Tuesday, May 27, 2008

Of -ist things.

It happened a month or so ago, but I guess I didn't really think about it until now.

I was at work, chatting with a customer. I do this; it helps pass the time and the managers smile upon me, thinking I'm trying to sell more stuff. (I'm not.) I was talking to a young Hispanic woman who was trailing a child or two; we got to talking about the difficulties of finding child care. It came up that in addition to working full time and taking care of her children, she was also going to school.

"Oh, neat!" I said. (I do always try to support and encourage those going to school for most anything.) "What are you going for?"

And I knew as she answered that I expected 'cosmetology'...

..and bless her for it, she replied 'Law enforcement'.

I grinned a great big happy (and, alas, surprised-looking) grin. And we talked about that for a while. She's planning to work her way up to detective. I told her that I thought that was absolutely brilliant, and wished her luck.

Then went home and thought about it.

Young. Visibly not well-off (shopping at Walmart, after all). Hispanic. Female.

And I assumed she was going in for cosmetology.

--

Racist. Sexist. Classist. Ageist. Not pretty words. I went and did it, though, all of the above.

...I know a number of people who will claim 'but I'm not racist', 'I'm not sexist', 'I'm not...' whatever is the topic of discussion. To which I say: possible, but I bet you're wrong. I bet that, somewhere underneath in the recess of your brain, you still make the same dumbassed, unsupported, just-plain-wrong assumptions I made above.

I think that people fight the concept of being racist for a lot of reasons. Self-image. Image in front of others. They don't want to be like the Nazis, the KKK, or that guy (you know that guy...) with the beer belly and the ugly hat who stands in line at the store and bitches about them niggers. They don't want to be horrible, evil people.

I don't think being racist (sexist, et cetera) makes you a horrible evil person. I do think it's wrong, mind you -- both in the factual sense and in the moral sense. But to deny it for your own mental and emotional well-being doesn't help the matter any.

If, instead, you stop and say, okay, I did that; it was wrong; I need to stop and think about why and how so I can try not to do it again next time; if you admit, yeah, that was racist, I am racist; then, then, you can take a step towards fixing it. Towards being not-racist, or at least less-racist.

Or sexist, or whatever.

First step is admitting to the problem. Doesn't that sounds familiar?

--

This is scattered and weird. I'll likely have clearer thoughts on it later. I expect some people will disagree with me, possibly fairly vehemently. Likely some folks will think I'm seeking expiation, a cheap release from white middle-class guilt; it's entirely possible they're right, too. If it looks like I'm trying to condone racism, read again. (If it still looks like that, accept that I'm not and I can't type for shit.)

Almost feel odd posting about racism as a while person...but if we don't all talk about it, how will it get better?

More later.

4 comments:

Brian said...

Thanks for this reminder. I know in my life it is easy to become so focused on "creating change" that I forget to be the change myself.

Kate said...

Ayup. It's internal just as much as external. I'm just glad the reminder didn't involve being whacked upside the head...this time.

HilbertAstronaut said...

it's annoying to catch yourself doing that, no? ;-) well, don't feel _too_ guilty about it. human beings are pretty much designed to make snap judgments based on limited information -- it's only now that our world is so much bigger, that this skill can be a liability at times. it's something i certainly have to work on too!

Kate said...

I figure if I feel enough like an ass to promise to do better and then actually manage it, that's about enough of feeling like an ass.

We'll get better at it eventually -- I hope! -- but in the meantime...you do what you can.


▸ What is required
So that nothing is lost, write out all the lines below exactly.

(Data shown Opens)

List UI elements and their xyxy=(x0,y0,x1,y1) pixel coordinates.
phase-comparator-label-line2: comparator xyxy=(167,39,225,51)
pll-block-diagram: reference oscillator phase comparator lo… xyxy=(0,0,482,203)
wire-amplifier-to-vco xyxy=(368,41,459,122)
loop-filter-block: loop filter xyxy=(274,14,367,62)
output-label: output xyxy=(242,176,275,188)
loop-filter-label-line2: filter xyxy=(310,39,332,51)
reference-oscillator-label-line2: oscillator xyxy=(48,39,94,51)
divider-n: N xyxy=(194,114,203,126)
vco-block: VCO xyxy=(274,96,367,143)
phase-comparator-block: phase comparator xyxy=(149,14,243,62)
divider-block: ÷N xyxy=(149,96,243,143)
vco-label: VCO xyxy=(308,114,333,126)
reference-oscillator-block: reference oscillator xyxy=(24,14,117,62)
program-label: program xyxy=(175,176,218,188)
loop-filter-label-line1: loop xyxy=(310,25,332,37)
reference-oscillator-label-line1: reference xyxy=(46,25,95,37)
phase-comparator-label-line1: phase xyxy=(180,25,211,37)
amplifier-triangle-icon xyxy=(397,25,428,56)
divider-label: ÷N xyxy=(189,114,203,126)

(Data shown Closes)

▸ Answer box
List UI elements and their xyxy=(x0,y0,x1,y1) pixel coordinates.
phase-comparator-label-line2: comparator xyxy=(167,39,225,51)
pll-block-diagram: reference oscillator phase comparator lo… xyxy=(0,0,482,203)
wire-amplifier-to-vco xyxy=(368,41,459,122)
loop-filter-block: loop filter xyxy=(274,14,367,62)
output-label: output xyxy=(242,176,275,188)
loop-filter-label-line2: filter xyxy=(310,39,332,51)
reference-oscillator-label-line2: oscillator xyxy=(48,39,94,51)
divider-n: N xyxy=(194,114,203,126)
vco-block: VCO xyxy=(274,96,367,143)
phase-comparator-block: phase comparator xyxy=(149,14,243,62)
divider-block: ÷N xyxy=(149,96,243,143)
vco-label: VCO xyxy=(308,114,333,126)
reference-oscillator-block: reference oscillator xyxy=(24,14,117,62)
program-label: program xyxy=(175,176,218,188)
loop-filter-label-line1: loop xyxy=(310,25,332,37)
reference-oscillator-label-line1: reference xyxy=(46,25,95,37)
phase-comparator-label-line1: phase xyxy=(180,25,211,37)
amplifier-triangle-icon xyxy=(397,25,428,56)
divider-label: ÷N xyxy=(189,114,203,126)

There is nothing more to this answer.